The next morning brought a flurry of activity. Final dress fittings, rehearsal arrangements, last-minute wedding details that seemed both crucial and completely irrelevant.

"You look tired," Vivienne observed over breakfast.

"Someone threw pebbles at my window last night."

"Ah. The Duke?"

"Who else?"

"How romantic. Harold did the same thing before our wedding. Though he was sober and brought flowers."

"James was neither sober nor bearing flowers. He did propose we elope to Scotland."

"Of course he did. The poor man's desperate."

"We're getting married tomorrow."

"After three months of torture. I'm surprised he hasn't actually kidnapped you."

"Don't give him ideas."

The day passed in a blur of preparations. The final dress fitting went perfectly and Madame Delacroix actually cried overher creation. Great-aunt Agatha, who had indeed arrived, kept offering loud commentary about the importance of "marital vigor."

"Is she drunk?" Catherine whispered to James.

"She's been drunk since 1785," he replied. "We think it's preserved her."

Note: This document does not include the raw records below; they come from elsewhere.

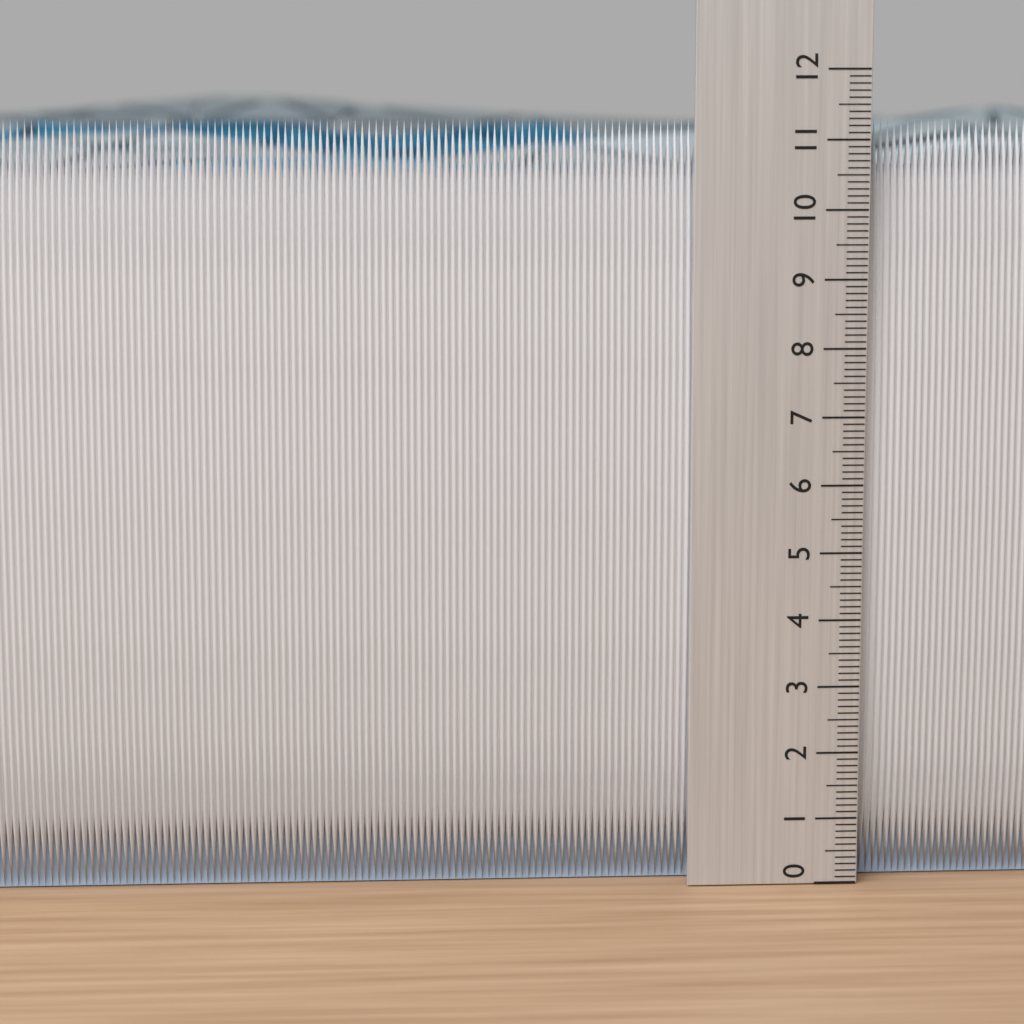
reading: 11.3 (no unit)
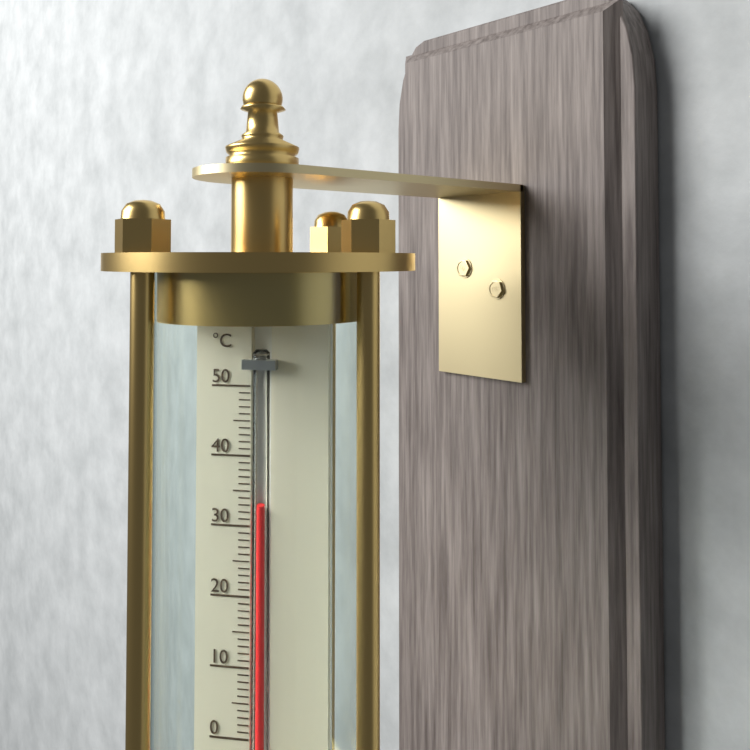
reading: 33 °C
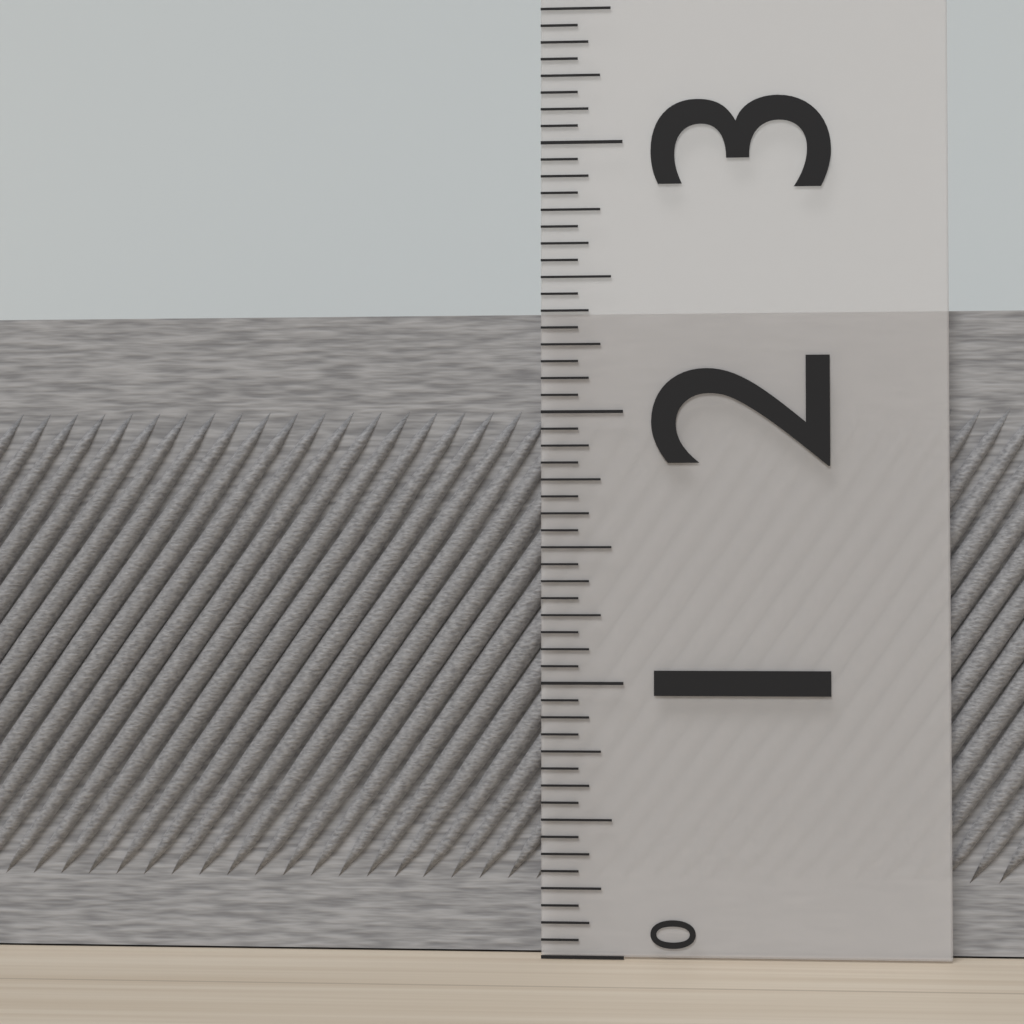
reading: 2.3750 (no unit)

Vivienne insisted they had a rehearsal dinner at her house, with only close family and friends. Or as close as dukes got to friends, which seemed to mostly involve other titled people who didn't actively want to murder him.

Catherine was seated beside James, finally, properly, as would be her right as his wife starting tomorrow.

"Twenty hours," he murmured as the soup was served.

"Nineteen hours and forty-three minutes."

"Heavens, this is endless."

"It's necessary."

"Is it? Is it really? Because I'm fairly certain we could skip dinner, skip the sleeping separately tonight, skip everything except the actual vows."

"Your mother would murder you."

"She'd understand eventually."

The Duchess, seated across from them, raised an eyebrow. "I can hear you, you know."

"Good," James said. "Then you know I'm dying."

"You're dramatic. It's one more night."

"One more night after three months of nights."

"James," the Duchess said mildly, "you're scandalizing the Archbishop."

Indeed, the Archbishop was looking rather pink.